I didn’t mean to sound uncool or disrespectful when I tapped out last night’s Inherent Vice riff. I said a couple of times that it was probably more my fault than Paul Thomas Anderson‘s that the film didn’t turn me on that much (although some of it definitely made me feel spacey and swoony and half-baked) and…you know, tested my patience and all. But that’s almost par for the course. Starting with Magnolia my initial exposure to Anderson’s films have felt like stretching exercises or mindfucks of one kind or another — never easy, always a climb or a tangle, always in front of the line and beckoning to the folks in the rear…c’mon, guys…don’t hang back. And then with the second or third viewing they seem more engaging, less gnarly…of course! But you always have to come to them — they never come to you. And that’s cool.

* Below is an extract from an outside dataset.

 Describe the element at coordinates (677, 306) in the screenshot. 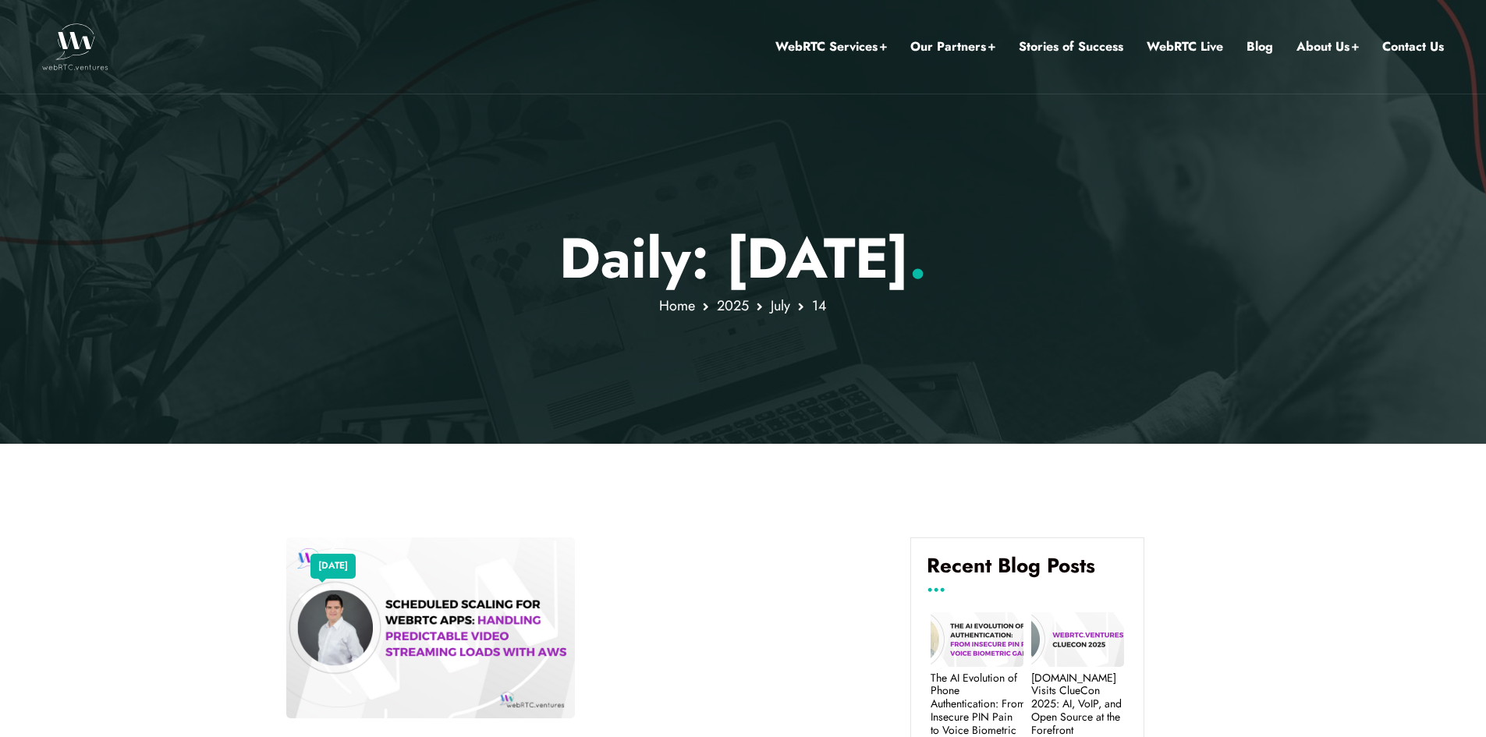

I see `span: Home` at that location.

Prior to start of last night’s 9 pm Avery Fisher Hall screening of Inherent Vice.
I’m fully down with the notion (as I said last night) that Inherent Vice may kick into place for me during my second or third viewing, or certainly when I watch the Bluray. I started to read the Pynchon novel about a month ago but then I lost the will. But I have it on iBooks so there’s always the flight back to LA (departing today at 4:30 pm) or…you know, within the next few days. I just wish I could have been a little more engaged as it happened. I never felt like I was “in the car.” I constantly felt like I was running alongside or eating the exhaust.

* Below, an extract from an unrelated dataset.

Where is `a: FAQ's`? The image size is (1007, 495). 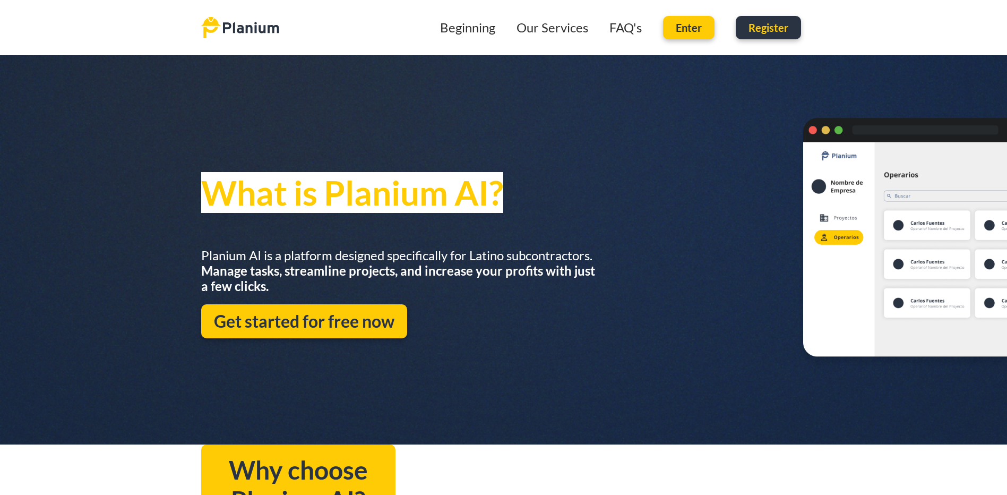
a: FAQ's is located at coordinates (625, 27).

I think it’s a foregone conclusion all around that Inherent Vice was made for the edgies…for those who think strange and rarely concentrate on the obvious. Joe and Jane Popcorn…who knows? Naah, I’m evading. Joe and Jane are either going to avoid this puppy like the plague or show up for the sake of Martin Short‘s seven-minute cameo and come out fuming or confused. Vice isn’t a soother but it sure is an eye-opener of sorts. It’s candy for the kind of people who are on the bandwidth, but how many would that be exactly?